Back in 2006 when I started doing online public relations, blogger outreach was a minefield. Everyone was an INBOX-monitor and each pitch was a tentative toe into boggy turf. Landmine? Solid ground?
2006 was an amazing time: it was both the heyday of blogging — remember the midterm elections of 2006, ten years ago today, and remember how influenced the 2004 elections were influenced by these newfangled things called blogs and bloggers? — and it was years before anyone else besides my little agency was willing to engage these bloggers on behalf of products and brands.
While I like to think that those were the days, my friend, the days that PR and ad agencies were scared of their own shadows, we thought they’d never end — they weren’t, they were as dangerous and as tricky as you remember (if you can remember that far back).
But it’s not like that anymore.
The field may be way more crowded, with are entire industries (and some big agencies) devoted single-mindedly towards influencing online influencers. They may have deep pockets and are willing to actually buy reviews, posts, mentions, links, and shares. But there’s never been a better time to engage online influencers and micro-influencers than today.
Back in 2006, most bloggers of any note had zero tech savvy. They were what they were blogging about first and about the Internet, the publishing platform, and the technology second or even third.
In order for a pitch to result in a post or earned media mention, one needed to overcome a dozen technological and communications hurdles, intimidating just about everyone, especially all the communications and PR professionals who where, heretofore, used to engaging only with other communications professionals known as journalists, reporters, anchormen, editors, and critics.
Back in the day, if you attempted to engage a blogger via email and you attached a PDF or even included your messaging inline, resplendent with logos, portraits, videos, images, and product photos, you would need to spend the next however many hours trying to explain how to extract all the good stuff not hosted online and migrate it to a server so that all those rich media goodies and links ended up as close to as you intended when the blogger finally got to [Publish].
Now, in 2016, while I don’t recommend it, bloggers are pros, man! They’ve even sorted out the dark art of affiliate marketing and have tuned their lowly Honda Civic blogs into Fast and Furious: Tokyo Drift!
These days, bloggers and online influencers don’t get paranoid and pissed nearly as quickly, they’re not all freaked out that you’ve emailed them at all. In 2016, they’re ready with a media kit, a menu of prices and services, and a PayPal-ready email address! And, if you play your cards right and have them at “hello,” you can also still, ten years later, earn an earned media mention — as long as your client and the blogger can find a way to seriously connect, to vibe, to fall in love at first mail.
So, while Gerris Corp is no longer the only shop in town, the persistence and success of influencer marketing and micro-influencer marketing has led to a much more sophisticated and savvy industry in in toto. I still recommend developing “steal me,” easy-to-use and deploy onto a blog Social Media News Releases (SMNRs) in order to both make each engagement as frictionless as possible. You can meet each influencer and each blogger as far past halfway as humanly possible. Not only that, but old bloggers and social media influencers are retiring every day only to be replaced by fresh-faced blogging neophytes — and it’s up to you to raise ’em up!
So, welcome all you online influencer marketers, and you’re welcome! Folks are even savvy pretty far down the long tail, deep into the wild west of the micro-influencer. These are amazing times. Why? Because everything can be above board now.
What this means, now, is that everyone knows — or is getting to know — their value. They know the lingo. They have experience in negotiation, and engaging with online influencers is at least as it was engaging with the Press back in the day.
And even if they’re not feeling the particular campaign your pitching, they all know, now, that there will be another campaign down the road and that burning bridges goes both ways. Once you’re on my DNC list — do not contact — you’re dead to Gerris. Even though I might not have gotten this week’s synergy 100%, I might have just what you’ve always wanted next week, so folks tend to cut me — and all of us — some slack because PR’s like fishing: even if you get the perfect lure, the perfect test for the catch, and even the perfect fishing hole, there’s not guarantee what you hook is going to be what you keep — there’s a lot of release. And, today’s junk fish is tomorrow’s tilapia or sea bass.
So, welcome to this fine world of influencer marketing, be it earned media blogger outreach or paid micro-influencer engagement. These may no longer be the hay days of influencer marketing, but they are the days when influencer marketing has finally found its legitimacy, found its true marketplace. Like SEO, we’re in a post snake oil world for these industries.
Now, if you’re American and haven’t voted yet, get off your duff and go vote! And, if you’ve already voted, bully to you. If you’re in line at your polling place reading this on your phone, then respect!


◆ **Task objective**
Look through the records and copy every line in which "filled" appears.

◆ **Dataset records**
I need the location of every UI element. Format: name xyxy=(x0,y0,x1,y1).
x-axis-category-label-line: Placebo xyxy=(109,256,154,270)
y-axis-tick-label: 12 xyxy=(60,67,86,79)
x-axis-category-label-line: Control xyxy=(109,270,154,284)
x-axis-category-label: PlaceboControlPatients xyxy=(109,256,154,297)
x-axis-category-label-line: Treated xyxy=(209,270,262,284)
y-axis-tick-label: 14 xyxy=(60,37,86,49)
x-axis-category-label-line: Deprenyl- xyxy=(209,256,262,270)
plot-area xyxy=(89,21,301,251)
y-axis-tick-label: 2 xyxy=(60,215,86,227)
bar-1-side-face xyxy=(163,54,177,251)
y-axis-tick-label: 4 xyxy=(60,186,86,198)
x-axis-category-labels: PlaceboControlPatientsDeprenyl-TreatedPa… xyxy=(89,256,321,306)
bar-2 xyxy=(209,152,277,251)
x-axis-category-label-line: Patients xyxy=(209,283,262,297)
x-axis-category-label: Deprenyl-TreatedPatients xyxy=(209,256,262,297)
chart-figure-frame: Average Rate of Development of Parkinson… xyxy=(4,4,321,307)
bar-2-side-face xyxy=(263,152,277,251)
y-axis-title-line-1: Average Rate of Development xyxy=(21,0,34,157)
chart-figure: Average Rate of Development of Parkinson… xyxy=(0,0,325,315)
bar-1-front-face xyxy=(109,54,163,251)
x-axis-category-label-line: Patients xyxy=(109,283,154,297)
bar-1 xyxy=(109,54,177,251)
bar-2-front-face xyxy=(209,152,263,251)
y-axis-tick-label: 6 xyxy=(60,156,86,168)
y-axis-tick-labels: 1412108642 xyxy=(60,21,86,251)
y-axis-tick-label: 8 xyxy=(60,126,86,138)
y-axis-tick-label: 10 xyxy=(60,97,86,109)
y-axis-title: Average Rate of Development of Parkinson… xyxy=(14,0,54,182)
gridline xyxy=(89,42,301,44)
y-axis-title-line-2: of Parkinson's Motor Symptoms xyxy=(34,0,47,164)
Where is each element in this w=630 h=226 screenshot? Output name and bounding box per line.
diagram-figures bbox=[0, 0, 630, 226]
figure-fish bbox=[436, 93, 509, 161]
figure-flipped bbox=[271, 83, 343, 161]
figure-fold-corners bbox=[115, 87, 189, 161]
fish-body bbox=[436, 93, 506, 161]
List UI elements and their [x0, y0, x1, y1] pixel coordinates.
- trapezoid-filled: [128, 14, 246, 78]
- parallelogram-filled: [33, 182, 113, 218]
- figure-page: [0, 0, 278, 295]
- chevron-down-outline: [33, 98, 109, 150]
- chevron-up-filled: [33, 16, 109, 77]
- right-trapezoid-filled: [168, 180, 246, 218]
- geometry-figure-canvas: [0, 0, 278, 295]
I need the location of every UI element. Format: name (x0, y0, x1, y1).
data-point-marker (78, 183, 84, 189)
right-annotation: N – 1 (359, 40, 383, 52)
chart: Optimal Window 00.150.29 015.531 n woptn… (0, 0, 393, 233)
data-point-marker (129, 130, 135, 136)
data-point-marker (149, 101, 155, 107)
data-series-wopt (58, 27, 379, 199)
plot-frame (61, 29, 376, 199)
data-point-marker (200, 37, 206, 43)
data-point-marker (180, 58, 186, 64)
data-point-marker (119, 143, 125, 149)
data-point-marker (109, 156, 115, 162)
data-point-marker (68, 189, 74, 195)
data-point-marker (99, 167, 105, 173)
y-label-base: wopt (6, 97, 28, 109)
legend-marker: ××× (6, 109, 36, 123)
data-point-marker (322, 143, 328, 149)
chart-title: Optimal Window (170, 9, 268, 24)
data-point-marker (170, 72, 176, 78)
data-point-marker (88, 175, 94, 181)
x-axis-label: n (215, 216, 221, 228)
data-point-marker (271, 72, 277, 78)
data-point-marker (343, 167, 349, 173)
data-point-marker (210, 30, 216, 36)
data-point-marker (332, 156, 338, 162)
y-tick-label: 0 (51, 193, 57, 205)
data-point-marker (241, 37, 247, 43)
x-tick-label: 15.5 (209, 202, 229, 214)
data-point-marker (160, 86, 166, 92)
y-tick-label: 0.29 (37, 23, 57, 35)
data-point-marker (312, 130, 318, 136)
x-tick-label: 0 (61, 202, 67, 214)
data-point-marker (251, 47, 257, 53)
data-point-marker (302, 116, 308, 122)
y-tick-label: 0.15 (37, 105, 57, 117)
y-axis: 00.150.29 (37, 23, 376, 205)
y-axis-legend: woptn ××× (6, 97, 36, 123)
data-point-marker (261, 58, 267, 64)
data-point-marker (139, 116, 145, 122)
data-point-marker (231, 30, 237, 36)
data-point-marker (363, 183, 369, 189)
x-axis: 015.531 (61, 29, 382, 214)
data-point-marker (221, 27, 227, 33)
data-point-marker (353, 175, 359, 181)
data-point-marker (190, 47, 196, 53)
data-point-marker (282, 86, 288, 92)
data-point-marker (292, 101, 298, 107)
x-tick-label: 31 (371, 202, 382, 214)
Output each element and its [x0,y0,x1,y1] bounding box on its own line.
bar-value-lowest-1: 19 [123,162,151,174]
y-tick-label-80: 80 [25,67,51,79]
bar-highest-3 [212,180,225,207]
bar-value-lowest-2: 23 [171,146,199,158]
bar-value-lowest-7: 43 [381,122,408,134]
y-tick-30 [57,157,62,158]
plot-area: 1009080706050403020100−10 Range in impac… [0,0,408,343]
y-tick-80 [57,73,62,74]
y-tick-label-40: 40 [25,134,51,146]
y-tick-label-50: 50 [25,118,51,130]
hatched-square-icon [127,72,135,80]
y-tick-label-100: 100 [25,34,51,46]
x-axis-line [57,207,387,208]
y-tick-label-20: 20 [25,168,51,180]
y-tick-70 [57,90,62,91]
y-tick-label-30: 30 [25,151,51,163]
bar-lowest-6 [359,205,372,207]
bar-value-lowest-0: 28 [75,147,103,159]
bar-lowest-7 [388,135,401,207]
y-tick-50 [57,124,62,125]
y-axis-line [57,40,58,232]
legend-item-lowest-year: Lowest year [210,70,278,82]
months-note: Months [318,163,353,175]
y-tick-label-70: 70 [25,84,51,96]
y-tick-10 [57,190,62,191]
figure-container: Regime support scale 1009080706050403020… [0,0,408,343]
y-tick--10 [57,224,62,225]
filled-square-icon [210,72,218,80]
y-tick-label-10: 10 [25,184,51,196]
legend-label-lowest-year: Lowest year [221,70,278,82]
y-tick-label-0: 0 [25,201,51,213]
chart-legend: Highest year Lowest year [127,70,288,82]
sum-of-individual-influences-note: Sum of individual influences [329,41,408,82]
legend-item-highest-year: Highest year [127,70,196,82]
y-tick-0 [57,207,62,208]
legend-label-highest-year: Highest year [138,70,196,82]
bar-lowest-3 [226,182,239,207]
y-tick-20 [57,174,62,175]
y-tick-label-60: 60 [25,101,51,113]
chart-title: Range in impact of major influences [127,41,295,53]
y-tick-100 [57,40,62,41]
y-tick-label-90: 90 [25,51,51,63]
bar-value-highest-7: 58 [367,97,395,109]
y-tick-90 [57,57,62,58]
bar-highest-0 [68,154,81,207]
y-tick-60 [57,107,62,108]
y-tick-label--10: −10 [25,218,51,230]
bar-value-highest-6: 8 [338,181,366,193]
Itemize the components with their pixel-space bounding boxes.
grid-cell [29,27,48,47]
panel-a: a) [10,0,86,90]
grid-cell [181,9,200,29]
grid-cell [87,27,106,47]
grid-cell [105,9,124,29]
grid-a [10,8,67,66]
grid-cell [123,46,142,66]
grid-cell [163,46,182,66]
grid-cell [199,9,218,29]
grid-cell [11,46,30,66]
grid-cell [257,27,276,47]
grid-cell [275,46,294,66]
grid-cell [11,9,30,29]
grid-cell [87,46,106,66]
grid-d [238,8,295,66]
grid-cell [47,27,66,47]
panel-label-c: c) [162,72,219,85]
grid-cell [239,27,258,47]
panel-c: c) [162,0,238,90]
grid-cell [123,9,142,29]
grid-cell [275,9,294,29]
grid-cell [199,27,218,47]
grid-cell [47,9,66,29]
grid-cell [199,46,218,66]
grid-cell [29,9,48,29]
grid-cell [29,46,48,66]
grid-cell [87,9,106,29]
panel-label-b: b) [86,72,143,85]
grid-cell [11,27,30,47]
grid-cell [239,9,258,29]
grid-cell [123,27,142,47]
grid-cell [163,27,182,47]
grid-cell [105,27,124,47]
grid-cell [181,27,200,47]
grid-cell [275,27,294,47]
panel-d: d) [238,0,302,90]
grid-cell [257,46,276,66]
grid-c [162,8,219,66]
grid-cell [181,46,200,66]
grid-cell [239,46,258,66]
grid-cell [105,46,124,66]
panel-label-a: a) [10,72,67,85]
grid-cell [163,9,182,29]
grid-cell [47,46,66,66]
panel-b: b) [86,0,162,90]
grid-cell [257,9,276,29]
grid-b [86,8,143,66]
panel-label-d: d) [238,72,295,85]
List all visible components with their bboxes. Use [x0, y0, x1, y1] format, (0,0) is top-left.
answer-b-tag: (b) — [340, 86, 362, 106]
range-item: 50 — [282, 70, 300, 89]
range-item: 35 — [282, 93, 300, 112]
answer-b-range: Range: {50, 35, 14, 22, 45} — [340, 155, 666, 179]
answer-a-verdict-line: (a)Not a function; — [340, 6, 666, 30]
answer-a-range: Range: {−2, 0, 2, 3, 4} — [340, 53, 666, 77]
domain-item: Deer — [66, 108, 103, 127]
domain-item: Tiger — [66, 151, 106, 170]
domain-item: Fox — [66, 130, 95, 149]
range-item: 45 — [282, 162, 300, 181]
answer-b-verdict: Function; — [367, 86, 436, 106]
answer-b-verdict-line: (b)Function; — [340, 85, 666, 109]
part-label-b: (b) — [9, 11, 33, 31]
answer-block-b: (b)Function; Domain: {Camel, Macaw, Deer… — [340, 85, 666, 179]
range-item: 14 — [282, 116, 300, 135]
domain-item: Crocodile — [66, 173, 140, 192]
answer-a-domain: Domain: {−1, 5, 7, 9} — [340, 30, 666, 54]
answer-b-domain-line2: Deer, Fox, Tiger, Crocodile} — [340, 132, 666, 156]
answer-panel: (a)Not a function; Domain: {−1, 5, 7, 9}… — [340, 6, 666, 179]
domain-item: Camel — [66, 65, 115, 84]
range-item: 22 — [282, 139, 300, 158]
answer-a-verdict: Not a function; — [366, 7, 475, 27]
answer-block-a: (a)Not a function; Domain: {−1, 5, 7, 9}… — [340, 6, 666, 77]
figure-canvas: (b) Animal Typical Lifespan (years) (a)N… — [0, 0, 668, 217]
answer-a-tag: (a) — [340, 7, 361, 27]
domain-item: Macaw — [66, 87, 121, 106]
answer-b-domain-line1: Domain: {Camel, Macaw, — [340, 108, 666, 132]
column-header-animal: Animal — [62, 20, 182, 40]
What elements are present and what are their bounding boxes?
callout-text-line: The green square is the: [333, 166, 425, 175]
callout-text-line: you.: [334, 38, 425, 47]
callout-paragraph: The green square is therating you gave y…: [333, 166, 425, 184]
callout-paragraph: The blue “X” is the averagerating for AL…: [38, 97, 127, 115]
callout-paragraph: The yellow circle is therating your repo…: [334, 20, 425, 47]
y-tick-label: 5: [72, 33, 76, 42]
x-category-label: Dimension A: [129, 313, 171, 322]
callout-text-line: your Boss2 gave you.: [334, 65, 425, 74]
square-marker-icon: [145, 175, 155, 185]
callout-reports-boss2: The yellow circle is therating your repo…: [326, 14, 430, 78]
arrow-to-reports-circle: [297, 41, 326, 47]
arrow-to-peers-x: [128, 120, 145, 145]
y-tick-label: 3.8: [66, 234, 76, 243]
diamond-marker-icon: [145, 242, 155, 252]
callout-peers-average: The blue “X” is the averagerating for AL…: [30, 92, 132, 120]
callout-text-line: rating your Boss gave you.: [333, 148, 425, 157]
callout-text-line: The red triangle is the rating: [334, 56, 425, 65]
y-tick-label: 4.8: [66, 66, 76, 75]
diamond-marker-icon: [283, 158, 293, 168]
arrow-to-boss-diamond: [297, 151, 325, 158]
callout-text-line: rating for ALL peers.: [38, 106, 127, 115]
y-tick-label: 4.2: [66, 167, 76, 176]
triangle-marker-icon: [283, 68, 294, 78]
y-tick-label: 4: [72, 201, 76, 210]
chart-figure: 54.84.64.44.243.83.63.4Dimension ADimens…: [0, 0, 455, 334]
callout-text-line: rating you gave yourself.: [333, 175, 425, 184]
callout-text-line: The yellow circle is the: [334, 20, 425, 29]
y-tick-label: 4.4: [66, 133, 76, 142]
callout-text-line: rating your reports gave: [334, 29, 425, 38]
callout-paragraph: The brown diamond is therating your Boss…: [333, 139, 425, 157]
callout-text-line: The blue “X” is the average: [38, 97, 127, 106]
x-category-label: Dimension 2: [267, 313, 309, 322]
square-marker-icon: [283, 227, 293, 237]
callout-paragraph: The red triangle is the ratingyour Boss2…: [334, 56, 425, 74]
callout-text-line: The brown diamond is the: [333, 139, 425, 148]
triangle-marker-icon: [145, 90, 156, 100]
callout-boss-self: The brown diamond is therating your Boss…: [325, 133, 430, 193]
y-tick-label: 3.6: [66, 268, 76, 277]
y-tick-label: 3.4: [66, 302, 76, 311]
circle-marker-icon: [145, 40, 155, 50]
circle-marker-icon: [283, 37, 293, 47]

◆ **Solution for this problem**
- trapezoid-filled: [128, 14, 246, 78]
- parallelogram-filled: [33, 182, 113, 218]
- chevron-up-filled: [33, 16, 109, 77]
- right-trapezoid-filled: [168, 180, 246, 218]
filled-square-icon [210,72,218,80]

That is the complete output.